Many, though, will learn the details of this tragedy another way, as it happened with Chernobyl. This year, Netflix has released a docu-series, The Days, that depicts the aftermaths of the deadly disaster and the chain of decisions in the succeeding days that led the country to this point. 

An Unimagined Future

The nightmare is far from over. The nuclear plant needs to be decommissioned by 2051, which is a Herculean task undertaken by thousands of engineers, at astronomical costs (Japan has spent $82 billion already in clean-up). There are 880 tons of melted radioactive fuel and debris in three nuclear reactions that need to be removed and stored. Akira Ono, Chief Decommissioning Officer (CDO) at TEPCO, said in March this year that it’s difficult to know when or how the decommissioning will be completed. The company responsible for the plant has been sending robots to get images of the collapsed structure to understand what’s inside because humans can’t enter the highly radioactive containment zones. This has never been done before.

On top of that, the contaminated topsoil that was removed from the areas is right now sitting in plastic bags in storage units.
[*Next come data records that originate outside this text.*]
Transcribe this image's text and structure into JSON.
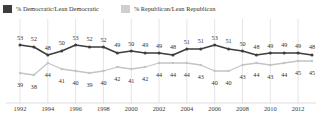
{
  "legend": {
    "democratic": {
      "label": "% Democratic/Lean Democratic",
      "color": "#3d3d3d"
    },
    "republican": {
      "label": "% Republican/Lean Republican",
      "color": "#cfcfcf"
    }
  },
  "axis": {
    "xticks": [
      "1992",
      "1994",
      "1996",
      "1998",
      "2000",
      "2002",
      "2004",
      "2006",
      "2008",
      "2010",
      "2012"
    ]
  },
  "chart_data": {
    "type": "line",
    "title": "",
    "subtitle": "",
    "xlabel": "",
    "ylabel": "",
    "ylim": [
      33,
      58
    ],
    "grid": "vertical-only",
    "legend_position": "top-left",
    "x": [
      1992,
      1993,
      1994,
      1995,
      1996,
      1997,
      1998,
      1999,
      2000,
      2001,
      2002,
      2003,
      2004,
      2005,
      2006,
      2007,
      2008,
      2009,
      2010,
      2011,
      2012,
      2013
    ],
    "categories": [
      "1992",
      "1993",
      "1994",
      "1995",
      "1996",
      "1997",
      "1998",
      "1999",
      "2000",
      "2001",
      "2002",
      "2003",
      "2004",
      "2005",
      "2006",
      "2007",
      "2008",
      "2009",
      "2010",
      "2011",
      "2012",
      "2013"
    ],
    "tick_labels": [
      "1992",
      "1994",
      "1996",
      "1998",
      "2000",
      "2002",
      "2004",
      "2006",
      "2008",
      "2010",
      "2012"
    ],
    "series": [
      {
        "name": "% Democratic/Lean Democratic",
        "color": "#3d3d3d",
        "values": [
          53,
          52,
          48,
          50,
          53,
          52,
          52,
          49,
          50,
          49,
          49,
          48,
          51,
          51,
          53,
          51,
          50,
          48,
          49,
          49,
          49,
          48
        ],
        "label_side": "above"
      },
      {
        "name": "% Republican/Lean Republican",
        "color": "#c4c4c4",
        "values": [
          39,
          38,
          44,
          41,
          40,
          39,
          40,
          42,
          41,
          42,
          44,
          44,
          44,
          43,
          40,
          40,
          43,
          44,
          43,
          44,
          45,
          45
        ],
        "label_side": "below"
      }
    ]
  }
}
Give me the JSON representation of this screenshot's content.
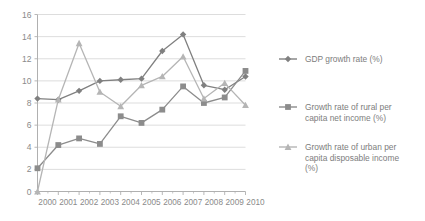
{
  "chart_data": {
    "type": "line",
    "title": "",
    "subtitle": "",
    "xlabel": "",
    "ylabel": "",
    "x": [
      "2000",
      "2001",
      "2002",
      "2003",
      "2004",
      "2005",
      "2006",
      "2007",
      "2008",
      "2009",
      "2010"
    ],
    "categories": [
      "2000",
      "2001",
      "2002",
      "2003",
      "2004",
      "2005",
      "2006",
      "2007",
      "2008",
      "2009",
      "2010"
    ],
    "xlim": [
      2000,
      2010
    ],
    "ylim": [
      0,
      16
    ],
    "ytick_labels": [
      "0",
      "2",
      "4",
      "6",
      "8",
      "10",
      "12",
      "14",
      "16"
    ],
    "yticks": [
      0,
      2,
      4,
      6,
      8,
      10,
      12,
      14,
      16
    ],
    "grid": "horizontal",
    "legend_position": "right",
    "series": [
      {
        "name": "GDP growth rate (%)",
        "color": "#808080",
        "marker": "diamond",
        "values": [
          8.4,
          8.3,
          9.1,
          10.0,
          10.1,
          10.2,
          12.7,
          14.2,
          9.6,
          9.2,
          10.4
        ]
      },
      {
        "name": "Growth rate of rural per capita net income (%)",
        "color": "#8c8c8c",
        "marker": "square",
        "values": [
          2.1,
          4.2,
          4.8,
          4.3,
          6.8,
          6.2,
          7.4,
          9.5,
          8.0,
          8.5,
          10.9
        ]
      },
      {
        "name": "Growth rate of urban per capita disposable income (%)",
        "color": "#b5b5b5",
        "marker": "triangle",
        "values": [
          0.0,
          8.3,
          13.4,
          9.0,
          7.7,
          9.6,
          10.4,
          12.2,
          8.4,
          9.8,
          7.8
        ]
      }
    ]
  },
  "legend": {
    "items": [
      {
        "label": "GDP growth rate (%)"
      },
      {
        "label": "Growth rate of rural per capita net income (%)"
      },
      {
        "label": "Growth rate of urban per capita disposable income (%)"
      }
    ]
  },
  "colors": {
    "axis": "#b0b0b0",
    "grid": "#d9d9d9",
    "text": "#8a8a8a",
    "series1": "#808080",
    "series2": "#8c8c8c",
    "series3": "#b5b5b5",
    "background": "#ffffff"
  }
}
It has nowhere to go, but as per Japanese law, it has to be out of the prefecture by 2045. Recycling plans involve using it for road construction (there’s enough to fill 11 baseball stadiums), but locals are not on board. 

Another major point of contention, locally and internationally, is the decontaminated water. There are 1.3 million metric tons of treated water stored in 1,000 tanks at the site. The government has decided to gradually release this water into the Pacific Ocean, starting this year. The move lacks support from fishing communities who have still not recovered from the loss of business. This will be another blow to consumer confidence, no matter how safe the experts claim the water to be. China, South Korea, and some Pacific islands have raised concerns, too. 

Tayawee Supan on Unsplash

It’s difficult to move on from these tragedies when the relics are in your backyard. But Japan has built and rebuilt itself through terrible tragedies. If anything, it is resilient. I saw it in Nagasaki years ago. The Peace Statue serves as a reminder of the horrors of atomic energy that annihilated a city. But then you climb up Mount Inasa at twilight and look at the twinkling lights, representing its bright present and hope for the future.

Someday, we may be able to look at Fukushima like this. And along the way, there will be many lessons from its past.